Figure 2. Recovering from ransomware in an isolated recovery environment.

Finally, backup data must be immutable. It is common for ransomware to target production workloads and backup copies simultaneously. Backup data must be stored in a secure location disconnected from the production environment to preserve data integrity.

The Synergy of Backups and Ransomware Recovery

Backups, disaster recovery, and ransomware recovery are complementary parts of a complete data protection strategy. While backups help prevent data loss, ransomware recovery procedures help ensure business continuity and minimize downtime and data loss after a disaster or cyber-attack.

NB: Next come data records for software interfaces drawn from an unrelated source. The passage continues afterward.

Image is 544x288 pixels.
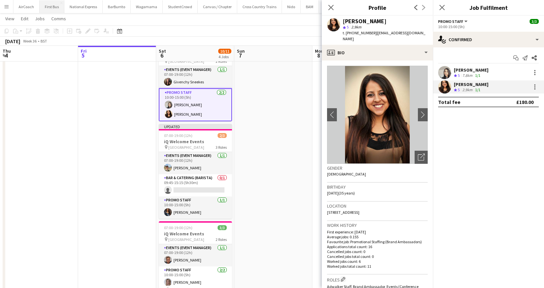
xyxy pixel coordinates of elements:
span: 2 Roles [216,237,227,242]
span: [GEOGRAPHIC_DATA] [168,237,204,242]
p: Cancelled jobs count: 0 [327,249,428,254]
a: Comms [49,14,69,23]
span: 3/3 [218,225,227,230]
h3: Gender [327,165,428,171]
span: Comms [51,16,66,22]
app-card-role: Events (Event Manager)1/107:00-19:00 (12h)Givenchy Sneekes [159,66,232,88]
app-card-role: Bar & Catering (Barista)0/109:45-15:15 (5h30m) [159,174,232,196]
span: Thu [3,48,11,54]
span: 8 [314,52,323,59]
span: 5 [80,52,87,59]
span: Fri [81,48,87,54]
div: Bio [322,45,433,60]
span: 5 [458,87,460,92]
span: 7 [236,52,245,59]
span: 07:00-19:00 (12h) [164,225,192,230]
div: Updated [159,124,232,129]
span: Week 36 [22,39,38,43]
span: 5 [458,73,460,78]
app-job-card: 07:00-19:00 (12h)3/3iQ Welcome Events [GEOGRAPHIC_DATA]2 RolesEvents (Event Manager)1/107:00-19:0... [159,43,232,121]
div: 4 Jobs [219,54,231,59]
button: StudentCrowd [163,0,198,13]
button: AirCoach [13,0,40,13]
h3: Birthday [327,184,428,190]
p: Worked jobs total count: 11 [327,264,428,269]
button: BAM [301,0,319,13]
div: [PERSON_NAME] [454,67,488,73]
span: 2/3 [218,133,227,138]
button: Canvas / Chapter [198,0,237,13]
p: Average jobs: 0.155 [327,234,428,239]
span: 07:00-19:00 (12h) [164,133,192,138]
h3: Job Fulfilment [433,3,544,12]
div: [PERSON_NAME] [454,81,488,87]
app-skills-label: 1/1 [475,73,480,78]
div: Open photos pop-in [415,151,428,164]
span: Sun [237,48,245,54]
button: National Express [64,0,103,13]
span: Jobs [35,16,45,22]
span: 2.9km [350,25,363,29]
span: [DEMOGRAPHIC_DATA] [327,172,366,176]
a: Jobs [32,14,47,23]
span: [DATE] (35 years) [327,190,355,195]
p: Worked jobs count: 6 [327,259,428,264]
button: Cross Country Trains [237,0,282,13]
app-card-role: Events (Event Manager)1/107:00-19:00 (12h)[PERSON_NAME] [159,244,232,266]
button: Nido [282,0,301,13]
div: [DATE] [5,38,20,44]
div: £180.00 [516,99,533,105]
app-job-card: Updated07:00-19:00 (12h)2/3iQ Welcome Events [GEOGRAPHIC_DATA]3 RolesEvents (Event Manager)1/107:... [159,124,232,219]
span: View [5,16,14,22]
span: 5 [347,25,349,29]
span: t. [PHONE_NUMBER] [343,30,377,35]
a: View [3,14,17,23]
a: Edit [18,14,31,23]
p: Applications total count: 16 [327,244,428,249]
h3: Profile [322,3,433,12]
span: Sat [159,48,166,54]
p: Cancelled jobs total count: 0 [327,254,428,259]
button: [GEOGRAPHIC_DATA] [319,0,366,13]
span: [GEOGRAPHIC_DATA] [168,145,204,150]
app-skills-label: 1/1 [475,87,480,92]
div: 2.9km [461,87,474,93]
p: First experience: [DATE] [327,229,428,234]
span: Mon [315,48,323,54]
div: Confirmed [433,32,544,47]
span: Promo Staff [438,19,463,24]
button: BarBurrito [103,0,131,13]
div: BST [41,39,47,43]
span: 3/3 [530,19,539,24]
p: Favourite job: Promotional Staffing (Brand Ambassadors) [327,239,428,244]
h3: Work history [327,222,428,228]
div: [PERSON_NAME] [343,18,386,24]
app-card-role: Promo Staff2/210:00-15:00 (5h)[PERSON_NAME][PERSON_NAME] [159,88,232,121]
span: 6 [158,52,166,59]
app-card-role: Promo Staff1/110:00-15:00 (5h)[PERSON_NAME] [159,196,232,219]
span: | [EMAIL_ADDRESS][DOMAIN_NAME] [343,30,425,41]
div: 10:00-15:00 (5h) [438,24,539,29]
h3: Roles [327,276,428,283]
h3: iQ Welcome Events [159,139,232,144]
span: 4 [2,52,11,59]
h3: Location [327,203,428,209]
img: Crew avatar or photo [327,66,428,164]
button: Wagamama [131,0,163,13]
span: [STREET_ADDRESS] [327,210,359,215]
div: Total fee [438,99,460,105]
app-card-role: Events (Event Manager)1/107:00-19:00 (12h)[PERSON_NAME] [159,152,232,174]
button: First Bus [40,0,64,13]
h3: iQ Welcome Events [159,231,232,237]
span: Edit [21,16,28,22]
span: 3 Roles [216,145,227,150]
button: Promo Staff [438,19,468,24]
div: 7.8km [461,73,474,78]
span: 10/11 [218,49,231,54]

VMware Ransomware Recovery provides safe, controlled recovery from modern ransomware with purpose-built, fully managed ransomware recovery-as-a-service. These are the key features and benefits:

  • Managed Recovery Environment: A safe, controlled, isolated recovery environment (IRE) secured, built, and managed by VMware in VMware Cloud on AWS.
  • Live Behavioral Analysis: Identify file-less attacks with embedded Next-Gen AV and Behavioral Analysis of powered-on workloads.
  • Ransomware Recovery Workflow: Step-by-step guided workflows that integrate identification, validation, and restoration of recovery points within a single UI.
  • Push-Button VM Network Isolation: Prevent reinfection by Isolating virtual machines from one another during restore operations and prevent lateral movement of ransomware back to the production environment.
  • Guided Restore Point Selection: Speed up the selection of restore point candidates with insights such as data rate of change and file entropy.
  • Immutable, Air-Gapped Recovery Points: Snapshots are stored in a secure, VMware-managed Cloud File System to preserve data integrity.

Having these solutions in place does not guarantee immunity from disasters or cyber threats, but it provides a robust framework for recovery. It enables organizations to swiftly bounce back from disruptions, safeguarding their operations, reputation, and bottom line. Remember, it’s not just about surviving the storm but thriving in the aftermath. Don’t just back up your data—ensure your business can recover, too.

Get started today with the VMware Cloud DR Planner.